The blog header image is an image and page layout from The Living Mountain by Awoiska van der Molen (2020)

I first became aware of the magical black and white imagery of the Dutch photographer, Awoiska van der Molen when I was studying for an MA Photography at Falmouth University.  Her haunting images of faraway and remote places captured my imagination at a time when I was searching for ways of accessing and photographing the essence of Skye – its ephemeral hiddenness, the ‘otherness’ of this beautiful Island.   Such was her impact on me, I chose to include the following quotation from her in my Critical Review of Practice (Price 2019) which was part of my final assessed work:

“I go away from everything in the present to move in these quiet situations to be able to leave things behind me and become quiet in myself.”  (Van der Molen 2017)

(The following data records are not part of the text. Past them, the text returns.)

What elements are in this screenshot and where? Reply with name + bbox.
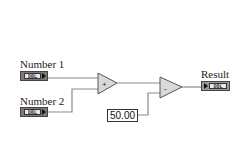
- result-indicator-terminal[interactable]: DBL: [201, 81, 230, 91]
- number1-control-terminal[interactable]: DBL: [20, 71, 48, 81]
- output-arrow-icon: [42, 73, 46, 79]
- add-symbol: +: [102, 80, 107, 89]
- subtract-symbol: -: [164, 84, 167, 93]
- wire-constant-to-subtract: [138, 93, 160, 115]
- number2-control-terminal[interactable]: DBL: [20, 107, 48, 117]
- result-label: Result: [201, 69, 229, 80]
- add-function-node[interactable]: +: [98, 73, 117, 94]
- numeric-constant[interactable]: 50.00: [107, 109, 138, 122]
- number2-label: Number 2: [20, 96, 64, 107]
- number1-label: Number 1: [20, 59, 64, 70]
- dbl-type-badge: DBL: [24, 73, 41, 79]
- dbl-type-badge: DBL: [24, 109, 41, 115]
- subtract-function-node[interactable]: -: [160, 77, 182, 98]
- dbl-type-badge: DBL: [209, 83, 227, 89]
- output-arrow-icon: [42, 109, 46, 115]
- input-arrow-icon: [204, 83, 208, 89]
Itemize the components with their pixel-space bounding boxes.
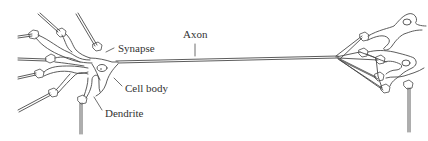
incoming-axon-right — [408, 88, 410, 132]
dendrite-label: Dendrite — [105, 108, 143, 119]
synapse-label: Synapse — [118, 43, 155, 54]
dendrite-leader-line — [94, 97, 102, 110]
synapse-leader-line — [106, 48, 114, 52]
neuron-illustration — [0, 0, 428, 141]
synapses-right — [359, 32, 413, 93]
cell-body-label: Cell body — [125, 83, 168, 94]
nucleus — [97, 65, 107, 72]
axon — [116, 56, 338, 63]
neuron-diagram: Synapse Axon Cell body Dendrite — [0, 0, 428, 141]
axon-label: Axon — [183, 29, 207, 40]
dendrites — [36, 34, 100, 98]
cell-body-leader-line — [114, 78, 122, 86]
axon-terminals — [336, 36, 383, 90]
cell-body — [90, 58, 118, 96]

As I did more research and read various articles and gallery introductions about van der Molen, such as Bewitched by blackness:  photographing the desolate beauty of the Canaries (2014) by Sean O’Hagan (2014)  of The Guardian, it became clear that she was also searching for a sense of being in the landscape.  A quest that we in turn, share with Nan Shepherd, the twentieth-century writer of the classic, The Living Mountain (1977): 

“It is a journey into Being:  for as I penetrate more deeply into the mountain’s life, I penetrate also into my own.” (op cit). 

In Gerry Badger’s terms (2010), van der Molen might be considered as a shining example of “the quiet photographer”.  One that he describes as being attentive to “the thereness of things and places”.  Furthermore, O’Hagen refers to van der Molen’s search as not only for the thereness but also the “whatness” of things – a phrase used by James Joyce.  The patience, care and attention in van der Molen’s imagery is reflected in her working process through the use of long exposures, taking her images in the early morning, or at dusk, and in the painstaking care she takes to produce the final print on silver gelatin paper.  Her photographic craft and attention to detail is also borne out in the production of her books.

I have recently acquired her latest book, The Living Mountain (2020) which is beautifully and simply presented following a format used in her previous books Sequester (2014) and Blanco (2017) – this, for me, giving it a greater sense of authenticity.  This link provides some images of the cover and page layout:

https://www.awoiska.nl/books#test-boek-1

Included in the book is a music score of a new work by the composer Thomas Larcher, which will be given its premiere at a concert celebrating her images.  Van der Molen says:

“Regardless of how personal the starting point of my work may be, in the end I hope my images touch the strings of a universal knowledge, something lodged in our bodies, our guts, an intuition that reminds us of where we came from ages ago.  A memory of our core existence, our bedrock, unyielding certainty in a very precarious world.”

The Purdy Hicks Gallery (Gallery 2016) refers to van der Molen’s work “as a metaphysical quest, a journey to the essence of being” going well beyond first appearances.

What is extraordinary about van der Molen’s work, from my point of view, is the silence that looms out of her dark images and the way she only reveals those aspects of the scene she wants to convey and draw attention to.  Her images are hauntingly beautiful.  Her approach is a labour of love, a painstaking process, and one to which she is deeply committed.  She confirms my view that the camera has the power, in the right hands, to transcend space and time and to present a glimpse of the essence of reality.   She is far ahead of me in the journey I wish to take. 

 

References

Badger, G. (2010). The Pleasures of Good Photographs. New York, Aperture.

Gallery, P. H. (2016). “Awoiska van der Molen.” Retrieved 16/3/2021, from https://www.purdyhicks.com/exhibitions/43-awoiska-van-der-molen/press_release_text/.

O’Hagan, S. (2014). Bewitched by Blackness: photographing the desolate beauty of the Canary Islands. The Guardian. London.

Price, A. B. J. (2019). The Ephemeral Hiddenness of Skye:  Critical Review of Practice, Falmouth University.

Shepherd, N. (1977). The Living Mountain. Edinburgh, Canongate Books.

Van der Molen, A. (2017). The Photographers’ Gallery interviews Awoiska van der Molen.

 

 

Alison Price

Alison Price

My name is Alison Price and for the past ten years I have travelled the world photographing wildlife, including Alaska, Antarctica, Borneo, Botswana, the Canadian Arctic, Kenya, Rwanda, South Africa, Zambia and Zimbabwe.